Excerpted records:
══════════════════════════════
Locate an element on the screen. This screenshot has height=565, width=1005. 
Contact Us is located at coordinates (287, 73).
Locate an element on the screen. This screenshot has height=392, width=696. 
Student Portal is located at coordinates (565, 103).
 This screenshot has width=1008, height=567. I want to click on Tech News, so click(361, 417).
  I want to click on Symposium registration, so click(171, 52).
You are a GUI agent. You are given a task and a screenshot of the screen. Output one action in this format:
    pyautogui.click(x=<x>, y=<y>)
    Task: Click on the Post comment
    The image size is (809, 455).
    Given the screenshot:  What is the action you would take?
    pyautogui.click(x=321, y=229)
══════════════════════════════
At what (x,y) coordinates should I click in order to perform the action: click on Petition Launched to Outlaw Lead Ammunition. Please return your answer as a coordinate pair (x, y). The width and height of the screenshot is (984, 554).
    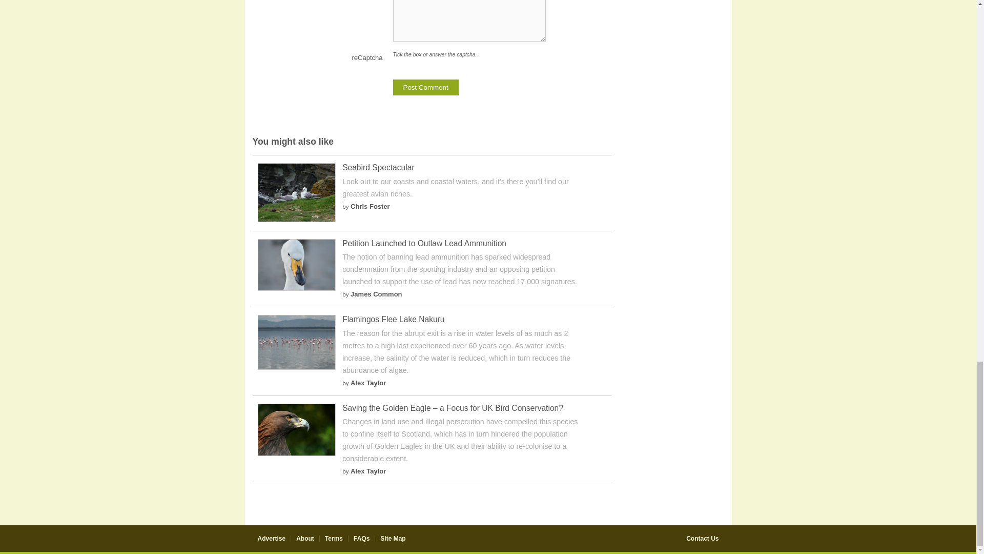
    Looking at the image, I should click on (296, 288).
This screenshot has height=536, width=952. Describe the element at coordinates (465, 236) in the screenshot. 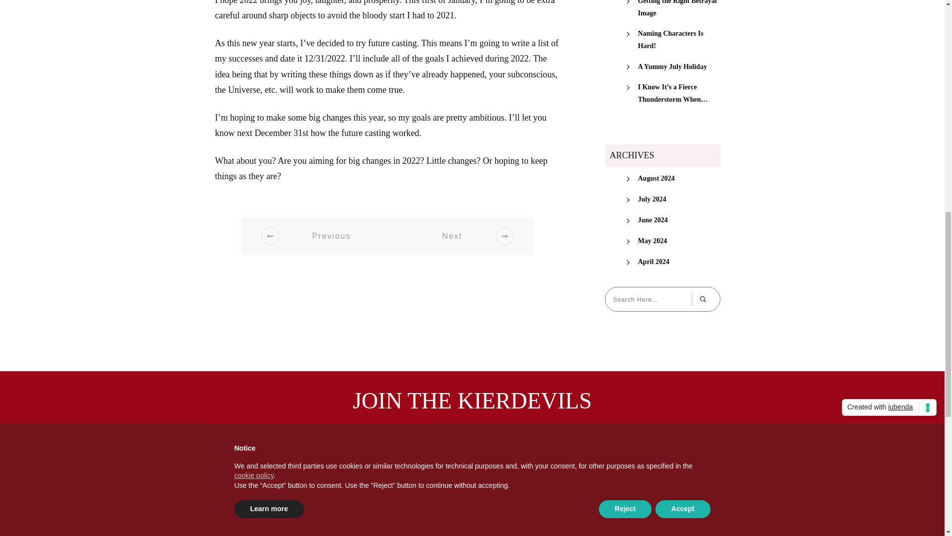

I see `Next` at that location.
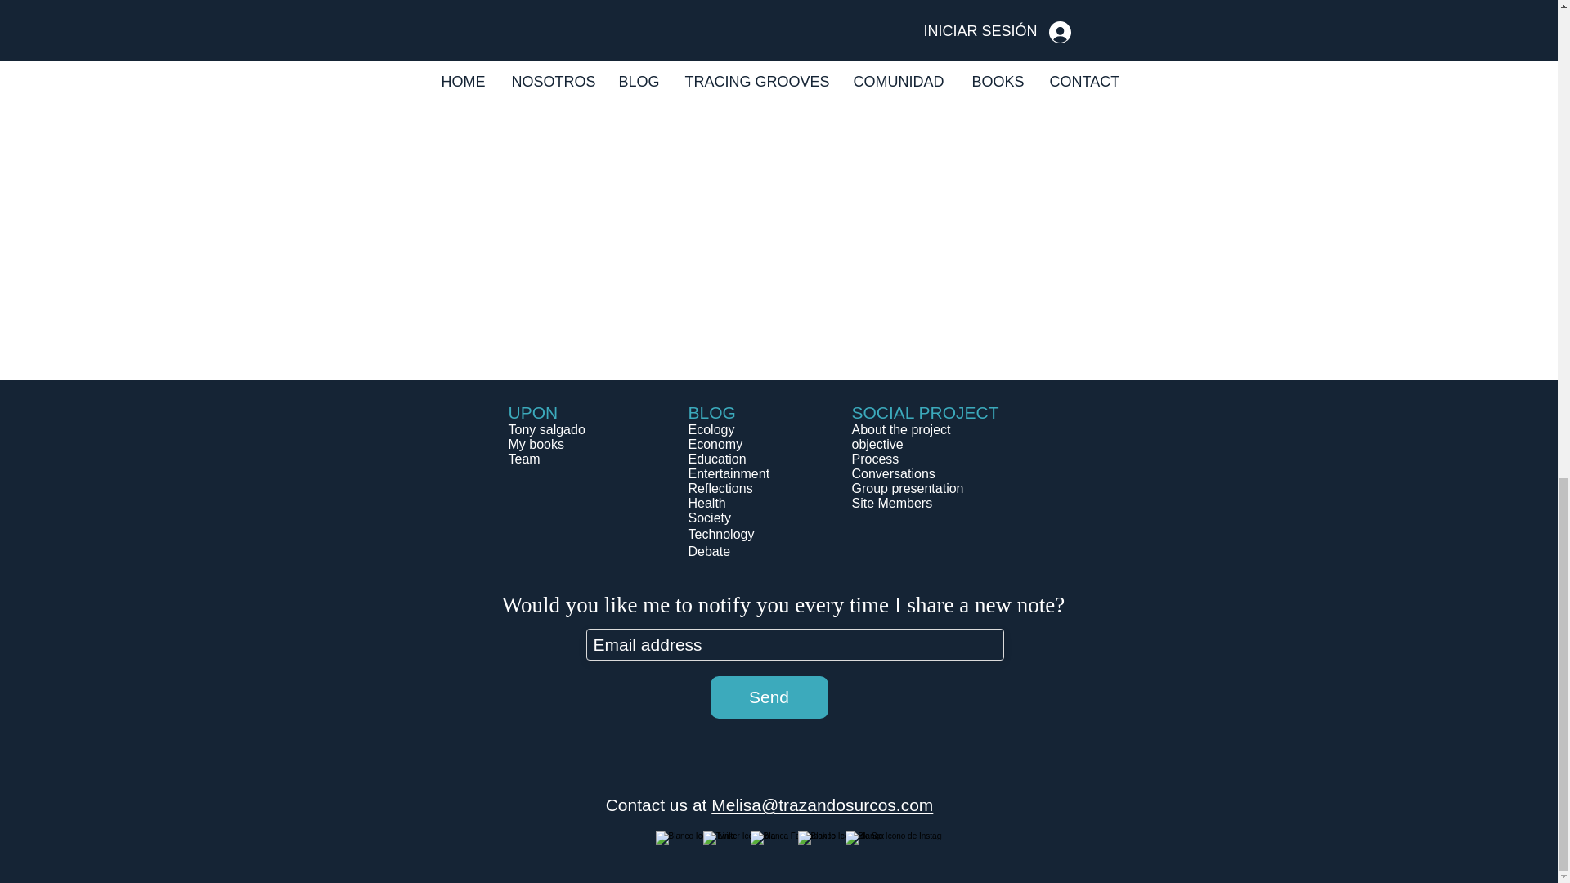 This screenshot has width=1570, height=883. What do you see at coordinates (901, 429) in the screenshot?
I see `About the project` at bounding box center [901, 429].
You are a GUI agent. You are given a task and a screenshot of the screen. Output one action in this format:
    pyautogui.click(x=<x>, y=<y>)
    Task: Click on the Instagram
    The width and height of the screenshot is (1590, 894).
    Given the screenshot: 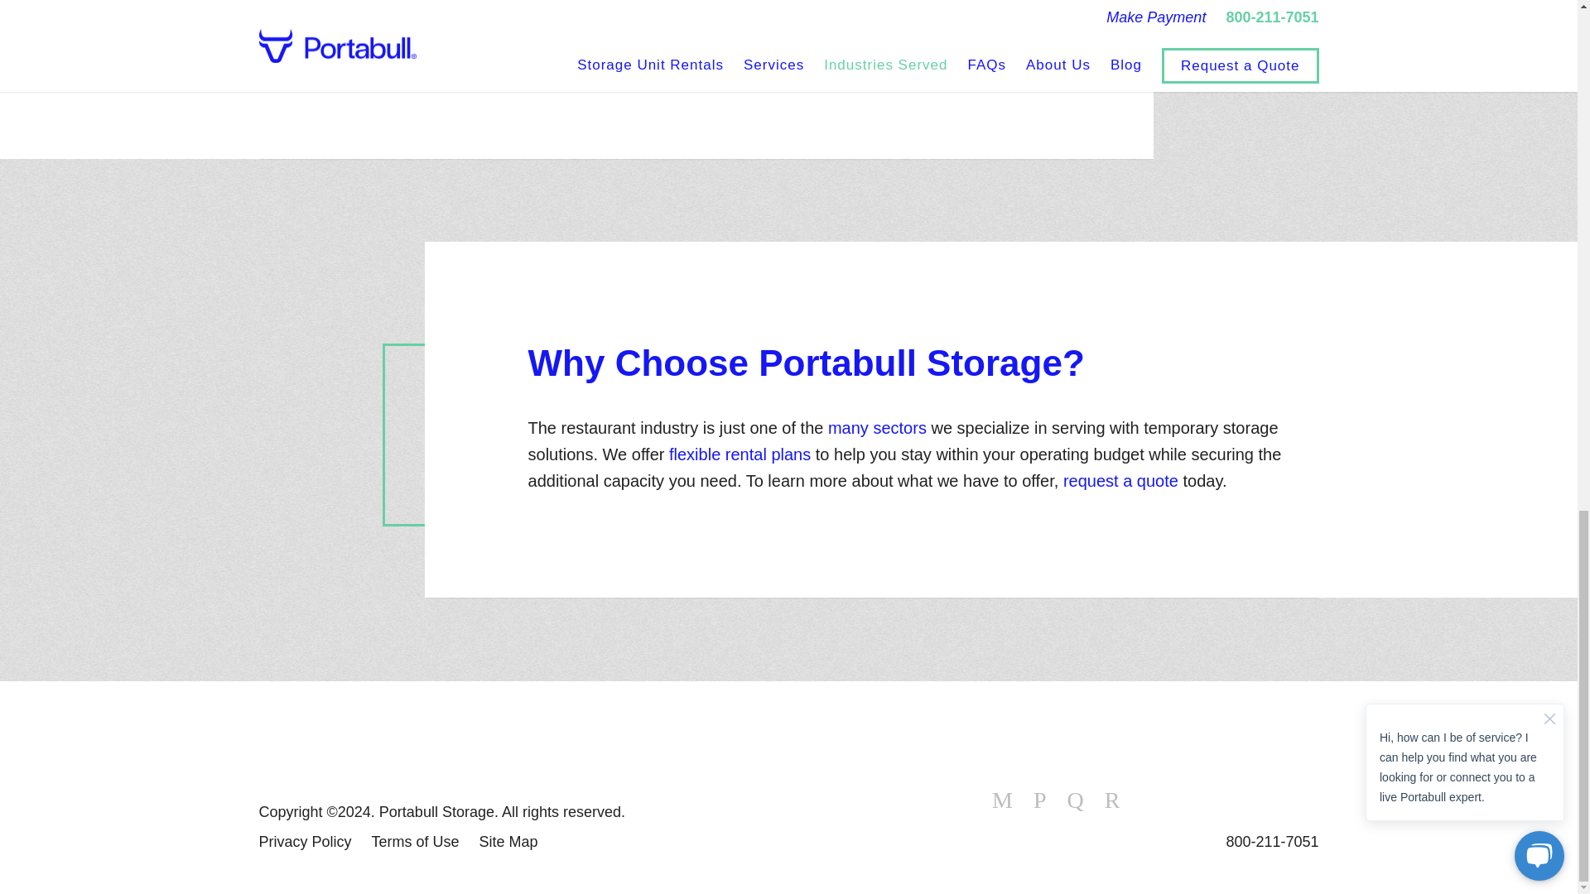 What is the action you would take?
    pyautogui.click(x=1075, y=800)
══════════════════════════════
How to complete this task:
From the listing above, repeat exactly the lines starting at the line that includes "has height=392, width=696." and ending at the line that includes "The image size is (809, 455).", with nothing outside that span.

Response to this exercise:
Locate an element on the screen. This screenshot has height=392, width=696. 
Student Portal is located at coordinates (565, 103).
 This screenshot has width=1008, height=567. I want to click on Tech News, so click(361, 417).
  I want to click on Symposium registration, so click(171, 52).
You are a GUI agent. You are given a task and a screenshot of the screen. Output one action in this format:
    pyautogui.click(x=<x>, y=<y>)
    Task: Click on the Post comment
    The image size is (809, 455).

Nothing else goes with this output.